Gabriel shook his head. “It doesn’t work like that. You can only teleport if you’ve seen the location you’re going to. And even from here, I can’t make out that tunnel.”
He was right. There was no way they could open a teleportation circle, not without at least some kind of telescope or something. If only Fort could have read Sikurgurd’s mind, and seen what the mining tunnel looked like. Or…
Or seen it in a dream?
Fort’s eyes widened, and he turned back to his friends. “Jia, that actually might work.”
Gabriel gave him a questioning look as Fort quickly cast a teleportation circle on the wall next to them. It opened into darkness, but Fort didn’t wait for Rachel to light it, and quickly stepped through.
He emerged into a long, dark tunnel, dimly lit on one side by light filtering through some vertical rock formations that more than anything resembled the teeth of a dragon.
“It’s okay, you can come through,” he whispered back through the teleportation circle. “I got us here.”
Gabriel was first through the circle and looked around in amazement. “But how? You’ve never been here.”
“Not physically,” Fort said. “But it looks like I’ve had some pretty realistic dreams of it.”
He didn’t add what he’d seen at the end of the tunnel in those dreams, the thing that terrified him almost as much as the Old Ones.

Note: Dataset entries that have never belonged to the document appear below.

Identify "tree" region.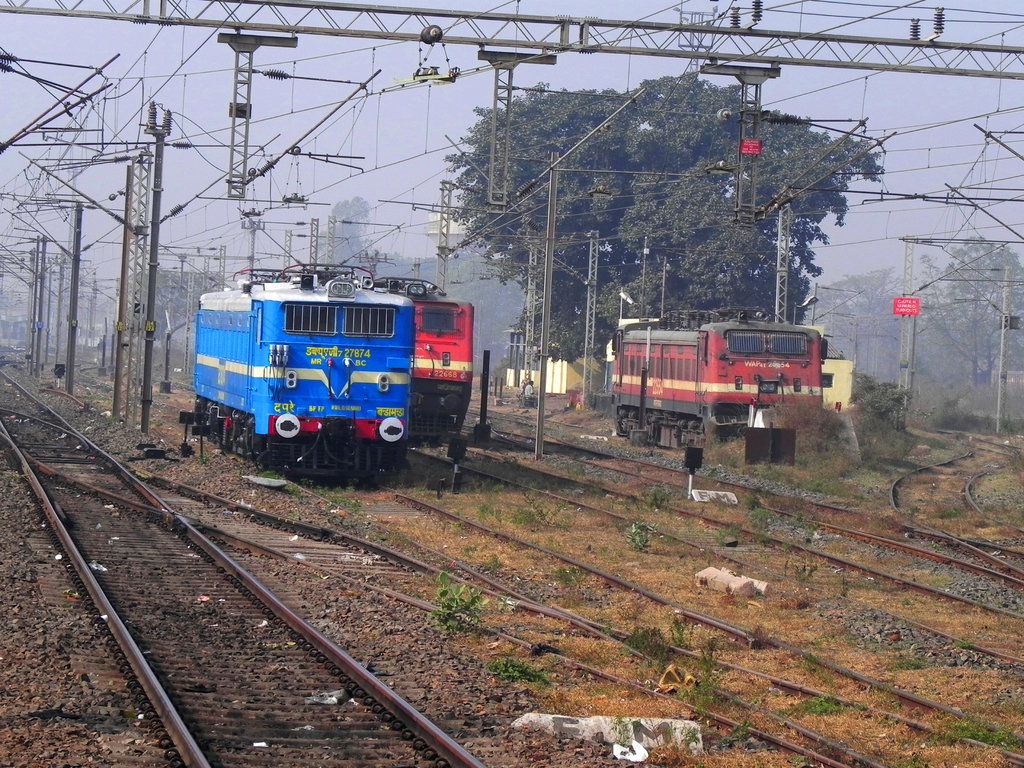
Region: pyautogui.locateOnScreen(122, 270, 228, 347).
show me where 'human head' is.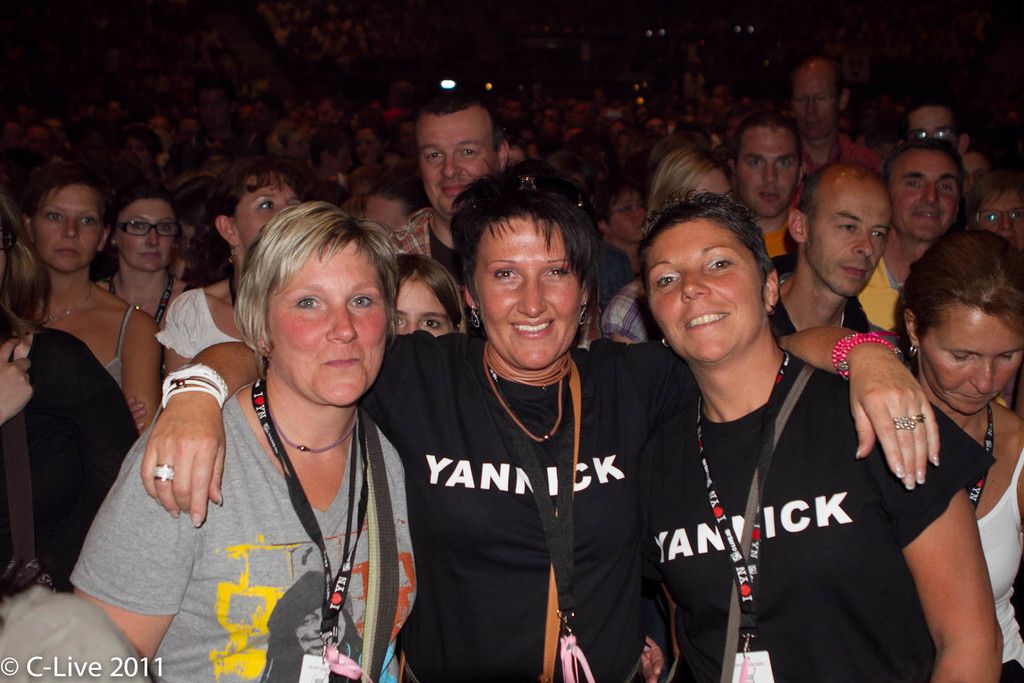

But whatever was there, they’d handle it. Because after almost eight months, he had finally caught up to his father, and nothing was going to stop Fort from bringing him back home.
“I told you not to come here,” Sikurgurd said, watching them from the other side of the teleportation circle.
“You were right,” Rachel said as she stepped through after Jia. “What’s in here, anyway?”
The dwarf just looked at them sadly. “It’s called Dragon’s Teeth. What do you think?”
A long, low growl echoed through the tunnel, shaking the ground beneath their feet with its power.
A small movement out of the corner of Fort’s eye caught his attention, and he saw Jia reach out and squeeze Rachel’s hand supportively. He hadn’t realized how close they’d gotten since coming to the new school.
“I’m sorry about this,” Sikurgurd said as they all stared down the tunnel. “I really am. But if the Old Ones can go back to your home, maybe they’ll leave my people in peace.”
His words made Fort move, but it was already too late. Sikurgurd had his eyes closed and was slowly closing his hands together. “Hey!” Fort shouted, and leaped for the teleportation circle, but it closed as he reached it, with the dwarf on the other side.
“Betrayed again,” Rachel said, glaring at Fort. “Does he not realize we can just open another circle?”
“That’s what makes me nervous,” Fort said. He attempted to open a circle back to where they’d just come from. The magic filled his hands, but just like when he’d tried to teleport somewhere he hadn’t seen, no circle opened.
“Um, why aren’t you teleporting?” Jia asked, sounding a bit panicky.
The ground shook with another growl as Fort turned to his friends sadly. “Because I can’t. I think we’re trapped here.”